Notts County Council to ban smoking and vaping during working hours

I'm writing this in my car outside the BBC Cambridge studios.

I was on BBC Radio Nottingham this morning.

I also recorded an interview for Capital FM (East Midlands) and in a few minutes I'm doing the same for East Midlands Today (BBC1).

Forest has been asked to respond to the news that Nottinghamshire County Council wants to introduce measures that will result in a ban on smoking by members of staff during office hours.

It will also be a disciplinary offence to smoke in uniform.

There's nothing especially new here. Similar measures have been introduced by other councils, some as long ago as 2007.

What is new is that the policies now being introduced by local councils also prohibit the use of e-cigarettes.

Notts Council will also make it an offence to vape in uniform, which can mean outside working hours because it includes the time spent travelling to and from work.

The local authority, needless to say, insists the measures are to improve people's health.

As well as the arguing that councils have no right to micro-manage people's lives, even in the name of health, I pointed out that a ban on vaping clearly isn't about health because if it was why on earth would the council prohibit a recognised harm reduction product?

Predictably the 'pro-vaping' public health lobby continues to be mute on the subject of vaping bans - even in Nottingham where 'pro-vaper' Professor John Britton is based.

Britton is of course a committed anti-smoker - one of the dourer ones, I have to say - and I suspect that for him, and many like-minded tobacco controllers, vaping is merely a stepping stone en route to the eradication of smoking.

If vapers are caught in the crossfire, so what?

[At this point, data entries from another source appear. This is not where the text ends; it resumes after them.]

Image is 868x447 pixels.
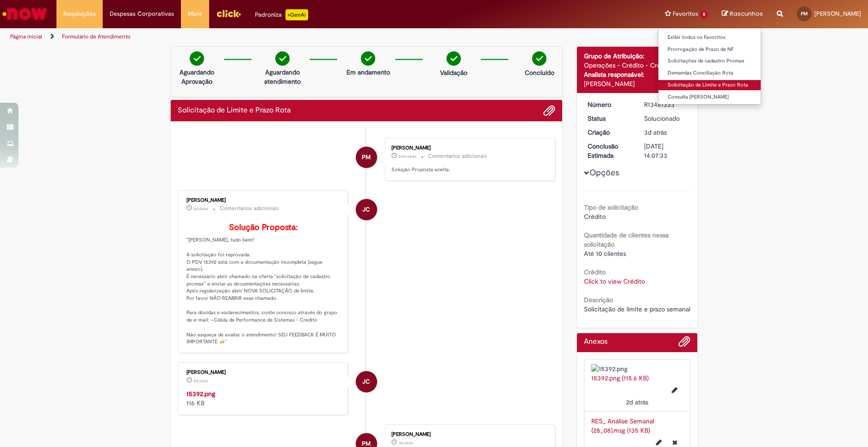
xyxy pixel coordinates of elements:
small: Comentários adicionais [220,204,279,212]
p: Aguardando atendimento [260,67,305,86]
span: Até 10 clientes [584,249,626,258]
b: Quantidade de clientes nessa solicitação [584,231,669,248]
div: Pedro Arthur Granadeiro Moreira [356,147,377,168]
span: Despesas Corporativas [110,9,174,18]
dt: Conclusão Estimada [581,142,637,160]
ul: Trilhas de página [7,28,572,45]
button: Adicionar anexos [679,336,691,352]
span: JC [362,199,370,221]
p: +GenAi [285,9,308,21]
a: RES_ Análise Semanal (28_08).msg (135 KB) [591,417,654,434]
a: Rascunhos [722,10,763,18]
a: Demandas Conciliação Rota [659,68,761,78]
b: Tipo de solicitação [584,203,638,212]
span: More [188,9,202,18]
ul: Favoritos [658,28,761,104]
span: Rascunhos [730,9,763,18]
button: Adicionar anexos [543,104,555,116]
a: Solicitação de Limite e Prazo Rota [659,80,761,90]
div: Operações - Crédito - Crédito Rota [584,61,691,70]
div: R13461333 [644,100,687,109]
p: "[PERSON_NAME], tudo bem? A solicitação foi reprovada. O PDV 15392 está com a documentação incomp... [187,223,341,346]
span: Crédito [584,212,605,221]
time: 01/09/2025 08:17:01 [398,154,417,159]
time: 29/08/2025 10:07:26 [398,440,413,446]
div: [PERSON_NAME] [187,198,341,203]
div: Jonas Correia [356,199,377,220]
b: Solução Proposta: [229,222,297,233]
img: check-circle-green.png [446,51,461,66]
div: Padroniza [255,9,308,21]
a: Página inicial [10,33,42,41]
a: Exibir todos os Favoritos [659,33,761,43]
div: [PERSON_NAME] [187,370,341,376]
div: [PERSON_NAME] [584,79,691,88]
p: Aguardando Aprovação [175,67,219,86]
img: 15392.png [591,364,684,373]
img: check-circle-green.png [189,51,204,66]
b: Crédito [584,268,605,276]
a: Consulta [PERSON_NAME] [659,92,761,102]
h2: Solicitação de Limite e Prazo Rota Histórico de tíquete [177,106,290,115]
div: [PERSON_NAME] [391,432,546,437]
div: 29/08/2025 10:07:29 [644,128,687,137]
div: [PERSON_NAME] [391,146,546,151]
span: Requisições [63,9,96,18]
dt: Número [581,100,637,109]
span: PM [362,146,370,168]
span: JC [362,371,370,393]
time: 30/08/2025 13:51:22 [193,206,208,212]
div: 116 KB [187,389,341,408]
span: 2d atrás [193,206,208,212]
span: [PERSON_NAME] [814,10,861,18]
span: 5 [700,11,708,18]
a: 15392.png (115.6 KB) [591,374,649,382]
span: 2d atrás [193,378,208,384]
a: Formulário de Atendimento [62,33,131,41]
dt: Status [581,114,637,123]
dt: Criação [581,128,637,137]
span: Solicitação de limite e prazo semanal [584,305,691,313]
p: Validação [440,68,467,77]
time: 30/08/2025 13:50:40 [626,398,648,406]
b: Descrição [584,296,613,304]
time: 30/08/2025 13:50:40 [193,378,208,384]
div: Grupo de Atribuição: [584,51,691,61]
button: Editar nome de arquivo 15392.png [667,383,683,397]
img: check-circle-green.png [361,51,376,66]
p: Solução Proposta aceita. [391,166,546,174]
span: Favoritos [673,9,699,18]
p: Concluído [524,68,554,77]
img: check-circle-green.png [275,51,290,66]
div: [DATE] 14:07:33 [644,142,687,160]
h2: Anexos [584,338,608,346]
img: click_logo_yellow_360x200.png [216,6,241,21]
span: PM [801,11,808,17]
div: Jonas Correia [356,371,377,393]
span: 3d atrás [398,440,413,446]
div: Solucionado [644,114,687,123]
img: ServiceNow [1,5,49,23]
img: check-circle-green.png [532,51,547,66]
a: 15392.png [187,390,215,398]
span: 2d atrás [626,398,648,406]
span: 26m atrás [398,154,417,159]
a: Solicitações de cadastro Promax [659,56,761,66]
a: Prorrogação de Prazo de NF [659,45,761,55]
p: Em andamento [346,67,390,77]
div: Analista responsável: [584,70,691,79]
a: Click to view Crédito [584,277,645,285]
small: Comentários adicionais [428,152,487,160]
span: 3d atrás [644,128,667,136]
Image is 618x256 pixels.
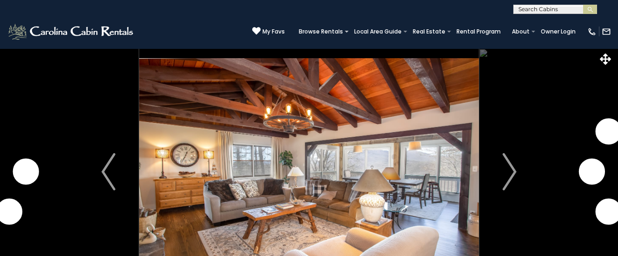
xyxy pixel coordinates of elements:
[503,153,517,190] img: arrow
[101,153,115,190] img: arrow
[408,25,450,38] a: Real Estate
[7,22,136,41] img: White-1-2.png
[294,25,348,38] a: Browse Rentals
[587,27,597,36] img: phone-regular-white.png
[452,25,505,38] a: Rental Program
[350,25,406,38] a: Local Area Guide
[262,27,285,36] span: My Favs
[507,25,534,38] a: About
[252,27,285,36] a: My Favs
[602,27,611,36] img: mail-regular-white.png
[536,25,580,38] a: Owner Login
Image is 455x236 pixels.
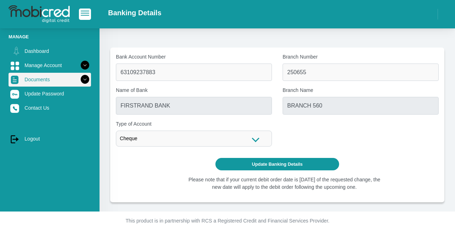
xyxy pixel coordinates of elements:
h2: Banking Details [108,9,161,17]
a: Dashboard [9,44,91,58]
label: Bank Account Number [116,53,272,61]
input: Name of Bank [116,97,272,114]
li: Please note that if your current debit order date is [DATE] of the requested change, the new date... [186,176,383,191]
a: Update Password [9,87,91,101]
a: Manage Account [9,59,91,72]
label: Branch Name [283,87,439,94]
div: Cheque [116,131,272,147]
p: This product is in partnership with RCS a Registered Credit and Financial Services Provider. [30,218,425,225]
input: Branch Number [283,64,439,81]
a: Documents [9,73,91,86]
img: logo-mobicred.svg [9,5,70,23]
a: Logout [9,132,91,146]
button: Update Banking Details [215,158,340,171]
input: Branch Name [283,97,439,114]
input: Bank Account Number [116,64,272,81]
label: Name of Bank [116,87,272,94]
li: Manage [9,33,91,40]
label: Branch Number [283,53,439,61]
label: Type of Account [116,121,272,128]
a: Contact Us [9,101,91,115]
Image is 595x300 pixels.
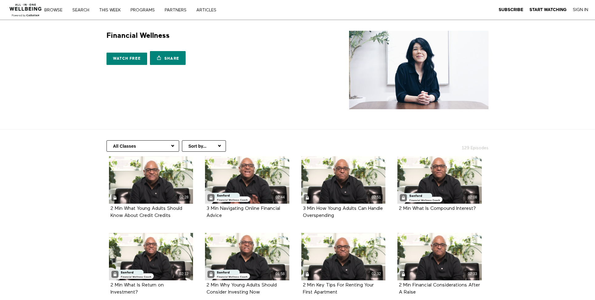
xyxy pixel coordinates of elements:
[110,283,164,295] strong: 2 Min What Is Return on Investment?
[397,156,481,204] a: 2 Min What Is Compound Interest? 02:08
[397,233,481,280] a: 2 Min Financial Considerations After A Raise 02:33
[110,283,164,294] a: 2 Min What Is Return on Investment?
[369,270,383,278] div: 02:32
[110,206,182,218] a: 2 Min What Young Adults Should Know About Credit Credits
[369,194,383,201] div: 02:51
[106,53,147,65] a: Watch free
[106,31,170,40] h1: Financial Wellness
[301,233,385,280] a: 2 Min Key Tips For Renting Your First Apartment 02:32
[399,283,480,294] a: 2 Min Financial Considerations After A Raise
[303,283,373,295] strong: 2 Min Key Tips For Renting Your First Apartment
[498,7,523,13] a: Subscribe
[303,206,383,218] a: 3 Min How Young Adults Can Handle Overspending
[70,8,96,12] a: Search
[109,233,193,280] a: 2 Min What Is Return on Investment? 02:12
[177,194,190,201] div: 02:28
[399,283,480,295] strong: 2 Min Financial Considerations After A Raise
[97,8,127,12] a: THIS WEEK
[573,7,588,13] a: Sign In
[206,206,280,218] a: 3 Min Navigating Online Financial Advice
[498,7,523,12] strong: Subscribe
[274,194,287,201] div: 02:44
[194,8,223,12] a: ARTICLES
[301,156,385,204] a: 3 Min How Young Adults Can Handle Overspending 02:51
[399,206,476,211] a: 2 Min What Is Compound Interest?
[349,31,488,109] img: Financial Wellness
[423,140,492,151] h2: 129 Episodes
[150,51,186,65] a: Share
[274,270,287,278] div: 01:58
[109,156,193,204] a: 2 Min What Young Adults Should Know About Credit Credits 02:28
[42,8,69,12] a: Browse
[529,7,566,12] strong: Start Watching
[128,8,161,12] a: PROGRAMS
[206,283,277,295] strong: 2 Min Why Young Adults Should Consider Investing Now
[466,270,479,278] div: 02:33
[303,283,373,294] a: 2 Min Key Tips For Renting Your First Apartment
[529,7,566,13] a: Start Watching
[177,270,190,278] div: 02:12
[205,233,289,280] a: 2 Min Why Young Adults Should Consider Investing Now 01:58
[205,156,289,204] a: 3 Min Navigating Online Financial Advice 02:44
[466,194,479,201] div: 02:08
[49,7,229,13] nav: Primary
[162,8,193,12] a: PARTNERS
[206,283,277,294] a: 2 Min Why Young Adults Should Consider Investing Now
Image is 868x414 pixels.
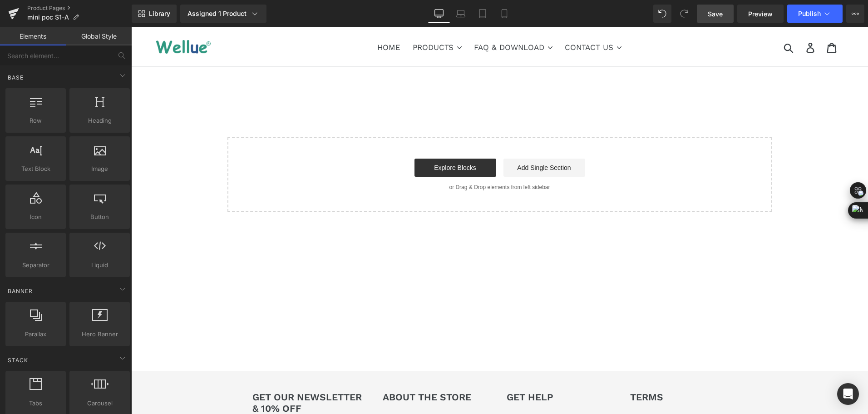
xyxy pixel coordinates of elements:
[450,4,472,23] a: Laptop
[27,4,132,12] a: Product Pages
[8,116,63,125] span: Row
[283,131,365,150] a: Explore Blocks
[837,383,859,404] div: Open Intercom Messenger
[27,13,69,21] span: mini poc S1-A
[376,364,462,375] p: GET HELP
[111,157,627,163] p: or Drag & Drop elements from left sidebar
[72,329,127,339] span: Hero Banner
[472,4,493,23] a: Tablet
[188,9,259,18] div: Assigned 1 Product
[8,212,63,222] span: Icon
[846,4,865,23] button: More
[72,212,127,222] span: Button
[149,10,170,18] span: Library
[8,329,63,339] span: Parallax
[493,4,515,23] a: Mobile
[131,27,868,414] iframe: To enrich screen reader interactions, please activate Accessibility in Grammarly extension settings
[428,4,450,23] a: Desktop
[499,364,599,375] p: TERMS
[7,356,29,364] span: Stack
[72,164,127,174] span: Image
[748,9,773,18] span: Preview
[708,9,723,18] span: Save
[799,10,821,17] span: Publish
[738,4,784,23] a: Preview
[787,4,843,23] button: Publish
[72,116,127,125] span: Heading
[675,4,693,23] button: Redo
[132,4,176,23] a: New Library
[372,131,454,150] a: Add Single Section
[8,398,63,408] span: Tabs
[122,364,239,387] p: GET OUR NEWSLETTER & 10% OFF
[72,398,127,408] span: Carousel
[251,364,340,375] p: ABOUT THE STORE
[8,164,63,174] span: Text Block
[7,287,34,295] span: Banner
[7,73,25,82] span: Base
[8,261,63,270] span: Separator
[72,261,127,270] span: Liquid
[66,27,132,45] a: Global Style
[654,4,671,23] button: Undo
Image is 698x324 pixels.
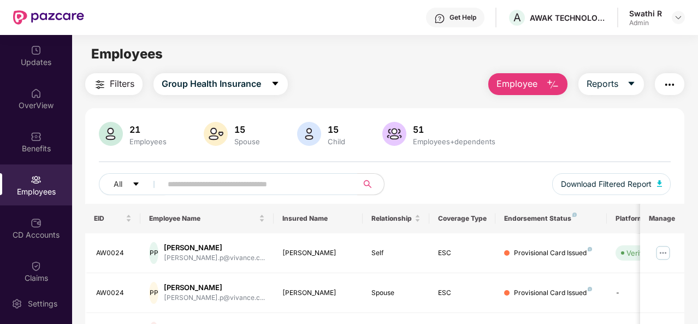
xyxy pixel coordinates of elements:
[91,46,163,62] span: Employees
[629,19,662,27] div: Admin
[640,204,685,233] th: Manage
[372,214,413,223] span: Relationship
[164,293,265,303] div: [PERSON_NAME].p@vivance.c...
[162,77,261,91] span: Group Health Insurance
[382,122,407,146] img: svg+xml;base64,PHN2ZyB4bWxucz0iaHR0cDovL3d3dy53My5vcmcvMjAwMC9zdmciIHhtbG5zOnhsaW5rPSJodHRwOi8vd3...
[616,214,676,223] div: Platform Status
[164,282,265,293] div: [PERSON_NAME]
[450,13,476,22] div: Get Help
[587,77,619,91] span: Reports
[674,13,683,22] img: svg+xml;base64,PHN2ZyBpZD0iRHJvcGRvd24tMzJ4MzIiIHhtbG5zPSJodHRwOi8vd3d3LnczLm9yZy8yMDAwL3N2ZyIgd2...
[411,137,498,146] div: Employees+dependents
[140,204,274,233] th: Employee Name
[438,248,487,258] div: ESC
[607,273,685,313] td: -
[99,173,166,195] button: Allcaret-down
[372,288,421,298] div: Spouse
[627,248,653,258] div: Verified
[588,247,592,251] img: svg+xml;base64,PHN2ZyB4bWxucz0iaHR0cDovL3d3dy53My5vcmcvMjAwMC9zdmciIHdpZHRoPSI4IiBoZWlnaHQ9IjgiIH...
[282,288,354,298] div: [PERSON_NAME]
[25,298,61,309] div: Settings
[11,298,22,309] img: svg+xml;base64,PHN2ZyBpZD0iU2V0dGluZy0yMHgyMCIgeG1sbnM9Imh0dHA6Ly93d3cudzMub3JnLzIwMDAvc3ZnIiB3aW...
[232,137,262,146] div: Spouse
[271,79,280,89] span: caret-down
[31,261,42,272] img: svg+xml;base64,PHN2ZyBpZD0iQ2xhaW0iIHhtbG5zPSJodHRwOi8vd3d3LnczLm9yZy8yMDAwL3N2ZyIgd2lkdGg9IjIwIi...
[31,131,42,142] img: svg+xml;base64,PHN2ZyBpZD0iQmVuZWZpdHMiIHhtbG5zPSJodHRwOi8vd3d3LnczLm9yZy8yMDAwL3N2ZyIgd2lkdGg9Ij...
[154,73,288,95] button: Group Health Insurancecaret-down
[149,282,158,304] div: PP
[164,253,265,263] div: [PERSON_NAME].p@vivance.c...
[655,244,672,262] img: manageButton
[411,124,498,135] div: 51
[357,173,385,195] button: search
[297,122,321,146] img: svg+xml;base64,PHN2ZyB4bWxucz0iaHR0cDovL3d3dy53My5vcmcvMjAwMC9zdmciIHhtbG5zOnhsaW5rPSJodHRwOi8vd3...
[110,77,134,91] span: Filters
[552,173,672,195] button: Download Filtered Report
[497,77,538,91] span: Employee
[363,204,429,233] th: Relationship
[114,178,122,190] span: All
[93,78,107,91] img: svg+xml;base64,PHN2ZyB4bWxucz0iaHR0cDovL3d3dy53My5vcmcvMjAwMC9zdmciIHdpZHRoPSIyNCIgaGVpZ2h0PSIyNC...
[657,180,663,187] img: svg+xml;base64,PHN2ZyB4bWxucz0iaHR0cDovL3d3dy53My5vcmcvMjAwMC9zdmciIHhtbG5zOnhsaW5rPSJodHRwOi8vd3...
[663,78,676,91] img: svg+xml;base64,PHN2ZyB4bWxucz0iaHR0cDovL3d3dy53My5vcmcvMjAwMC9zdmciIHdpZHRoPSIyNCIgaGVpZ2h0PSIyNC...
[96,288,132,298] div: AW0024
[31,88,42,99] img: svg+xml;base64,PHN2ZyBpZD0iSG9tZSIgeG1sbnM9Imh0dHA6Ly93d3cudzMub3JnLzIwMDAvc3ZnIiB3aWR0aD0iMjAiIG...
[85,204,141,233] th: EID
[372,248,421,258] div: Self
[627,79,636,89] span: caret-down
[588,287,592,291] img: svg+xml;base64,PHN2ZyB4bWxucz0iaHR0cDovL3d3dy53My5vcmcvMjAwMC9zdmciIHdpZHRoPSI4IiBoZWlnaHQ9IjgiIH...
[326,137,348,146] div: Child
[438,288,487,298] div: ESC
[326,124,348,135] div: 15
[514,11,521,24] span: A
[504,214,598,223] div: Endorsement Status
[31,174,42,185] img: svg+xml;base64,PHN2ZyBpZD0iRW1wbG95ZWVzIiB4bWxucz0iaHR0cDovL3d3dy53My5vcmcvMjAwMC9zdmciIHdpZHRoPS...
[96,248,132,258] div: AW0024
[357,180,379,189] span: search
[561,178,652,190] span: Download Filtered Report
[429,204,496,233] th: Coverage Type
[579,73,644,95] button: Reportscaret-down
[31,217,42,228] img: svg+xml;base64,PHN2ZyBpZD0iQ0RfQWNjb3VudHMiIGRhdGEtbmFtZT0iQ0QgQWNjb3VudHMiIHhtbG5zPSJodHRwOi8vd3...
[13,10,84,25] img: New Pazcare Logo
[546,78,560,91] img: svg+xml;base64,PHN2ZyB4bWxucz0iaHR0cDovL3d3dy53My5vcmcvMjAwMC9zdmciIHhtbG5zOnhsaW5rPSJodHRwOi8vd3...
[514,248,592,258] div: Provisional Card Issued
[232,124,262,135] div: 15
[530,13,607,23] div: AWAK TECHNOLOGIES INDIA PRIVATE LIMITED
[132,180,140,189] span: caret-down
[127,137,169,146] div: Employees
[127,124,169,135] div: 21
[164,243,265,253] div: [PERSON_NAME]
[204,122,228,146] img: svg+xml;base64,PHN2ZyB4bWxucz0iaHR0cDovL3d3dy53My5vcmcvMjAwMC9zdmciIHhtbG5zOnhsaW5rPSJodHRwOi8vd3...
[274,204,363,233] th: Insured Name
[31,45,42,56] img: svg+xml;base64,PHN2ZyBpZD0iVXBkYXRlZCIgeG1sbnM9Imh0dHA6Ly93d3cudzMub3JnLzIwMDAvc3ZnIiB3aWR0aD0iMj...
[488,73,568,95] button: Employee
[434,13,445,24] img: svg+xml;base64,PHN2ZyBpZD0iSGVscC0zMngzMiIgeG1sbnM9Imh0dHA6Ly93d3cudzMub3JnLzIwMDAvc3ZnIiB3aWR0aD...
[99,122,123,146] img: svg+xml;base64,PHN2ZyB4bWxucz0iaHR0cDovL3d3dy53My5vcmcvMjAwMC9zdmciIHhtbG5zOnhsaW5rPSJodHRwOi8vd3...
[94,214,124,223] span: EID
[149,214,257,223] span: Employee Name
[514,288,592,298] div: Provisional Card Issued
[282,248,354,258] div: [PERSON_NAME]
[629,8,662,19] div: Swathi R
[573,213,577,217] img: svg+xml;base64,PHN2ZyB4bWxucz0iaHR0cDovL3d3dy53My5vcmcvMjAwMC9zdmciIHdpZHRoPSI4IiBoZWlnaHQ9IjgiIH...
[85,73,143,95] button: Filters
[149,242,158,264] div: PP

Dick Puddlecote addressed this issue on Monday (Fat budgets and fake friends) and I've written about it more times than I care to mention, copping a fair bit of flak from certain vapers on social media.

I will continue to do so because it beggars belief that vapers consider these 'pro-vaping' advocates to be their friends when they are silent on basic issues like this.

Anyway, here's the statement I've just sent ITV Central News in response to another request for a comment:

"No-one has a right to smoke at work but employees do have a right to a break and if some people choose to smoke during their break, or on their way to and from work, it should be a matter for them not the council.

"This is not a public health issue because having a cigarette break poses no risk to anyone other than the smoker.

"Smokers know the risks so this is a private health issue. As long as they can do the job they are employed to do, it is no business of the council whether members of staff smoke.

"What next? Is the council going to ban fatty food and sugary drinks from employees' lunch boxes to combat obesity? Are they going to monitor the number of units of alcohol staff drink each week?

"If this was a health issue the council wouldn't ban vaping as well. E-cigarettes are recognised as a relatively successful harm reduction product that are used by many smokers who are trying to quit, so it makes no sense for the council to ban their use too.

"The council is doing this because politicians increasingly want to micro-manage our lives. This is not about health. It's about control."

If 'pro-vaping' advocates don't want to defend the interests of vapers, Forest will just have to do it for them.

I guess it's the cross we bear for having principles.

*Sob.*

Update: You can listen to my Capital FM response here. The interview was recorded using WhatsApp on my iPhone, the first time I'd done that.

The interviewer sent a question on an individual audio file and I replied by pressing a button, speaking into the phone, then releasing the button which automatically sent the file to the recipient.

We then repeated the exercise for two or three more questions. What you hear is an edited version of my responses without the questions.

The sound quality is far superior to a normal mobile phone interview. I'm impressed.

Oh, and here I am on BBC Radio Nottingham this morning.

The regional news page on the BBC website reports:

Simon Clark from smoking campaign group Forest, says the council is "going beyond it's remit" and shouldn't dictate whether staff drink, smoke or eat fast food.

He said the occasional smoking break can "improve the efficiency of workers" and this ban wasn't just about health because the council is also proposing to ban e-cigarettes and vapes as well.

"The council is treating people like children," he said. "People know about the health risks of smoking but beyond that councils have no right to intrude to this extent."

See also: Nottinghamshire County Council staff smoking ban approved (BBC News).

Update: Here I am on East Midlands Today (BBC1). The report starts at 01:20.

The soundbite they used included the words "barking" and "mad".